The use of Wikipedia protocols on reliable sources is especially interesting, and explains much about Wikipedia power editor control.  Sometimes a protocol is cited that only peer reviewed articles can be used.  Sometime a protocol requiring only secondary sources is cited.  Original research is barred, except when it is not.

An example from the analysis of the Wikipedia OPV/AIDS Hypothesis page in my Strange Case of Certainty paper is illustrative.  I criticized Wikipedia for relying on secondary sources making claims about a scientific paper rather than using the paper itself.  The original paper did not support all of the claims being made about it.  Why not use the original source? I asked.  It appears that the secondary claims were preferred over the more moderate claims in the original because they better supported the point of view of Wikipedia power editors.

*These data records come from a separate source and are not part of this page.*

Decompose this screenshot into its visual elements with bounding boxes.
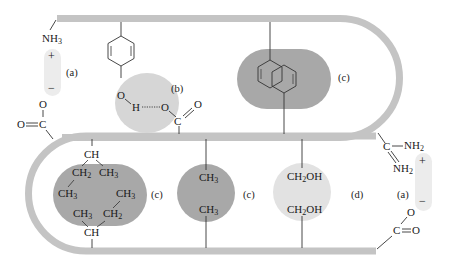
plus-sign: + [48,49,55,63]
phenyl-ring [108,36,134,66]
tag-a-left: (a) [66,67,78,79]
c-label: C [174,115,181,127]
o-double-label: O [194,98,202,110]
tag-a-right: (a) [397,189,409,201]
nh2-bottom: NH2 [393,162,413,176]
minus-sign: − [48,81,55,95]
ch-bottom: CH [84,226,99,238]
nh2-top: NH2 [404,139,424,153]
plus-sign: + [419,154,426,168]
o-double: O [412,224,420,236]
tag-b: (b) [171,83,184,95]
tag-d: (d) [351,189,364,201]
ch-top: CH [84,148,99,160]
hbond-blob [115,73,179,133]
double-bond [183,108,192,116]
c-bottom: C [393,224,400,236]
tag-c-methyl: (c) [243,189,255,201]
o-right-label: O [161,101,169,113]
minus-sign: − [419,194,426,208]
ionic-interaction-right: C NH2 NH2 + − (a) O C O [377,133,432,249]
h-label: H [132,101,140,113]
c-label: C [39,118,46,130]
c-label: C [383,140,390,152]
o-double-label: O [17,118,25,130]
tag-c-branched: (c) [151,189,163,201]
bond-line [50,20,56,30]
hydrogen-bond-interaction: O H O C O (b) [108,22,202,134]
bond-line [377,236,392,249]
double-bond [185,110,194,118]
branched-hydrophobic-interaction: CH CH2 CH3 CH3 CH3 CH3 CH2 CH (c) [53,139,163,248]
protein-interaction-diagram: NH3 + − (a) O C O O H O C O (b) [0,0,453,268]
aromatic-hydrophobic-interaction: (c) [237,22,350,134]
bond-line [46,130,53,139]
double-bond [391,151,399,162]
o-label: O [39,98,47,110]
tag-c-aromatic: (c) [338,72,350,84]
ionic-interaction-left: NH3 + − (a) O C O [17,20,78,139]
nh3-label: NH3 [42,32,62,46]
o-left-label: O [117,89,125,101]
o-top: O [407,206,415,218]
hydroxyl-interaction: CH2OH CH2OH (d) [273,139,364,248]
methyl-hydrophobic-interaction: CH3 CH3 (c) [177,139,255,248]
bond-line [401,217,407,224]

The Talk page and archive for the OPV/AIDS Hypothesis page shows that various editors brought up factual deficiencies in the page and argued for changes.  Suggested changes were rejected on the grounds of being original research not backed by secondary sources.

One editor, Harald88, consistently argued for a more balanced presentation of Hooper and the OPV/AIDS Hypothesis, noting the supposed Wikipedia policy of neutral point of view.  He was not successful.

 

Harald88 retired from editing in September 2013, stating, “This user is tired of silly drama on Wikipedia.”

 

My Strange Case of Certainty paper has been discussed in Talk, but will not be cited because it is not peer reviewed (a flexible term easily abused–my paper has been reviewed by experts, but not by outside referees), but a recent textbook, Tools for Critical Thinking in Biology, by Stephen H. Jenkins, Oxford: 2015, is regarded as an ideal source in Wikipedia Talk.  Although it also has not gone through outside referees, it is regarded as a secondary (or tertiary) source and therefore accepted without further analysis as reliable.

 

Jenkins is not only cited for the OPV/AIDS Hypothesis page, the textbook is quoted in a footnote to the Brian Martin (social scientist) Wikipedia page for its erroneous conclusion that Martin has been promoting the OPV/AIDS hypothesis.

 

The OPV/AIDS Hypothesis page and the Brian Martin and Edward Hooper Wikipedia pages have all come under the attention of an overlapping set of editors and administrators.  These editors and administrators evince strong medical industry biases.  They are clearly determined that Wikipedia shall not in any way undermine public confidence in vaccination.

 

B. The Wikipedia Brian Martin (social scientist) page.

 

Brian Martin is a professor of social science at the University of Wollongong in Australia.  He has a distinguished career and an extensive academic publishing history.  He maintains a very useful website on the Suppression of Dissent.  He is not popular with those who wish to suppress dissent.

 

The Brian Martin Wikipedia page was once nominated for deletion, but Talk states that after discussion the decision in 2010 was to keep it.  Martin has his Talk defenders, who point out among other things that Martin has consistently maintained neutrality on vaccination issues and the OPV/AIDS hypothesis.

 

One of Martin’s defenders has been SmithBlue, with support from Seabreezes and sometimes Bibby.  An ardent adversary has been GongWool, supported by Guy, an administrator.  Gong Wool Station is an historic location in Australia, about 400 miles from Wollongong University.  GongWool’s pseudonym  seems an unlikely coincidence.  GongWool has suggested that SmithBlue has a personal interest in his proposed edits, but GongWool may be the one on a personal campaign.

 

Guy, the administrator, has threatened to have SmithBlue barred from editing.

 

The Wikipedia editing of the Martin page has proceeded this way: Newspaper articles (secondary sources) have made allegations about Martin opposing vaccination and supporting the OPV/AIDS hypothesis.  The allegations are made the basis of the Martin page.  SmithBlue submits that nothing in Martin’s writing supports this view, and he cites possible violations of the Wikipedia protocol for biographies of living persons.

 

SmithBlue’s edits are rejected on the grounds that they violate protocols against original research or because they are based on primary rather than secondary sources.